You want Cohen to be front and center, neither recessed in space nor behind a veil.
The notes for track three on side two say it all:
Vocals are right up front and dynamic
That is what gets this music to sound the way it is supposed to. You can be very sure that no Heavy Vinyl remastered pressing is going to put Leonard Cohen front and center. They practically never do. (Here is an especially offensive remaster with a bad case of recessed vocals. Funny how none of the audiophile reviewers noticed. What does that say about the quality of their playback, or the standards to which they hold their records?)
DIY Advice
To aid you in doing your own evaluations, here is a list of records that we’ve found to be good for testing midrange presence.
This is exactly why we do shootouts. If you really want to be able to recognize subtle (and not so subtle!) differences between pressings, you must learn to do them too.
And make sure to take notes about what you are hearing, good and bad.

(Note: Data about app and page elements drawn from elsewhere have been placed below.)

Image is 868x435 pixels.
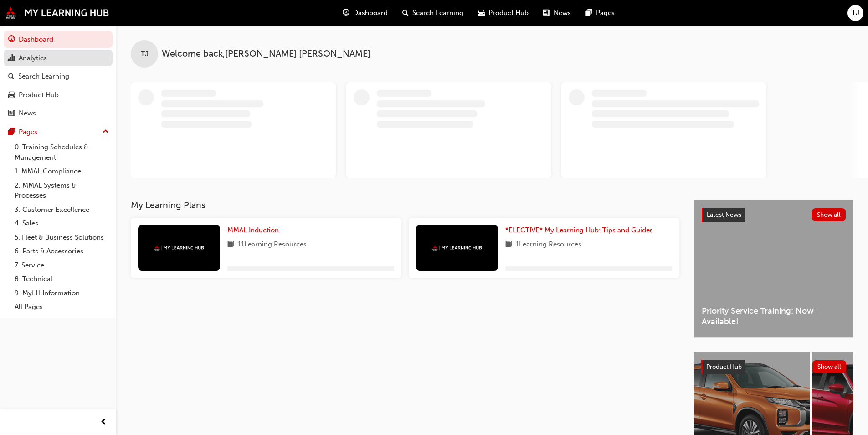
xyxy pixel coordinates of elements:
a: 3. Customer Excellence [11,202,112,217]
a: search-iconSearch Learning [395,3,471,23]
div: Product Hub [19,90,58,100]
button: Pages [3,124,112,140]
a: Latest NewsShow all [702,208,846,222]
a: Product HubShow all [701,359,846,374]
span: chart-icon [8,55,15,63]
span: 1 Learning Resources [516,239,582,250]
a: *ELECTIVE* My Learning Hub: Tips and Guides [506,225,657,235]
span: car-icon [8,91,15,99]
span: *ELECTIVE* My Learning Hub: Tips and Guides [506,225,653,234]
span: Product Hub [706,362,742,370]
a: guage-iconDashboard [336,3,395,23]
div: Pages [19,127,37,137]
span: Search Learning [413,8,463,18]
a: pages-iconPages [578,3,622,23]
a: Product Hub [3,86,112,104]
span: search-icon [403,7,409,19]
span: news-icon [543,7,550,19]
span: Welcome back , [PERSON_NAME] [PERSON_NAME] [162,49,371,59]
span: Pages [596,8,615,18]
span: 11 Learning Resources [238,239,307,250]
a: 1. MMAL Compliance [11,164,112,178]
span: news-icon [8,110,15,118]
span: guage-icon [343,7,350,19]
span: MMAL Induction [227,225,279,234]
div: News [19,108,36,118]
button: DashboardAnalyticsSearch LearningProduct HubNews [3,29,112,124]
span: car-icon [478,7,485,19]
a: Dashboard [3,31,112,48]
button: Show all [812,208,846,221]
a: 5. Fleet & Business Solutions [11,230,112,245]
a: 0. Training Schedules & Management [11,140,112,164]
span: pages-icon [8,128,15,136]
a: 6. Parts & Accessories [11,244,112,258]
a: car-iconProduct Hub [471,3,536,23]
span: book-icon [227,239,234,250]
span: prev-icon [100,416,107,428]
a: News [3,105,112,122]
a: All Pages [11,300,112,314]
a: Latest NewsShow allPriority Service Training: Now Available! [694,200,853,337]
span: News [554,8,571,18]
a: Analytics [3,50,112,67]
a: 7. Service [11,258,112,272]
span: Dashboard [353,8,388,18]
h3: My Learning Plans [131,200,679,210]
span: TJ [141,49,149,59]
a: 4. Sales [11,216,112,230]
img: mmal [5,7,110,19]
a: 9. MyLH Information [11,286,112,300]
button: Show all [813,360,847,373]
a: MMAL Induction [227,225,282,235]
a: Search Learning [3,68,112,85]
span: Product Hub [488,8,528,18]
a: 2. MMAL Systems & Processes [11,178,112,202]
span: guage-icon [8,35,15,44]
img: mmal [154,245,204,251]
span: pages-icon [586,7,592,19]
span: up-icon [102,126,109,138]
span: search-icon [8,72,15,80]
a: 8. Technical [11,272,112,286]
span: Latest News [707,211,742,218]
div: Analytics [19,53,47,63]
img: mmal [432,245,483,251]
span: book-icon [506,239,512,250]
span: Priority Service Training: Now Available! [702,305,846,326]
a: news-iconNews [536,3,578,23]
span: TJ [852,8,859,18]
div: Search Learning [18,71,69,82]
button: TJ [848,5,864,21]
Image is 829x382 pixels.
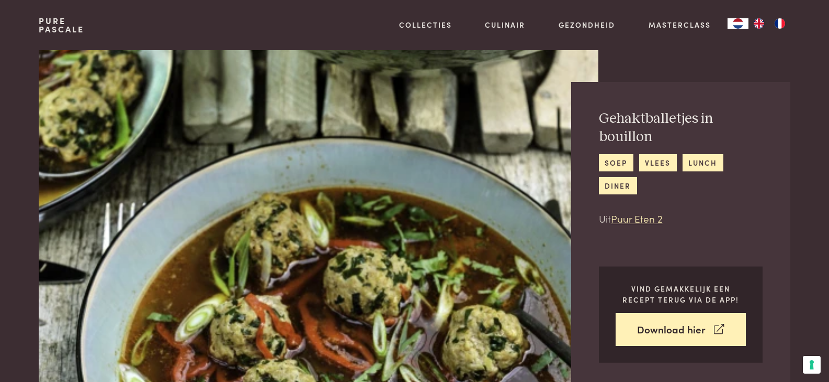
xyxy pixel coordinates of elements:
aside: Language selected: Nederlands [728,18,790,29]
p: Vind gemakkelijk een recept terug via de app! [616,284,746,305]
div: Language [728,18,749,29]
a: diner [599,177,637,195]
a: Puur Eten 2 [611,211,663,225]
h2: Gehaktballetjes in bouillon [599,110,763,146]
a: Download hier [616,313,746,346]
button: Uw voorkeuren voor toestemming voor trackingtechnologieën [803,356,821,374]
a: NL [728,18,749,29]
p: Uit [599,211,763,227]
a: Masterclass [649,19,711,30]
a: EN [749,18,769,29]
a: vlees [639,154,677,172]
a: lunch [683,154,723,172]
a: FR [769,18,790,29]
a: Culinair [485,19,525,30]
a: soep [599,154,633,172]
a: Collecties [399,19,452,30]
ul: Language list [749,18,790,29]
a: PurePascale [39,17,84,33]
a: Gezondheid [559,19,615,30]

We love Cohen’s albums here at Better Records. No, they’re not audiophile spectaculars, but much like the best Dylan recordings, when they work the sound fits the music perfectly.
UPDATE 2025
In previous listings we had noted:
The vocals are right up front and fairly dry, throwing the words and phrasing into high relief.
But we would no longer agree with the vocals being dry. On the best copies they are rich, full-bodied and tubey.
What does that say about the quality of our playback? How about: It’s better now than it used to be!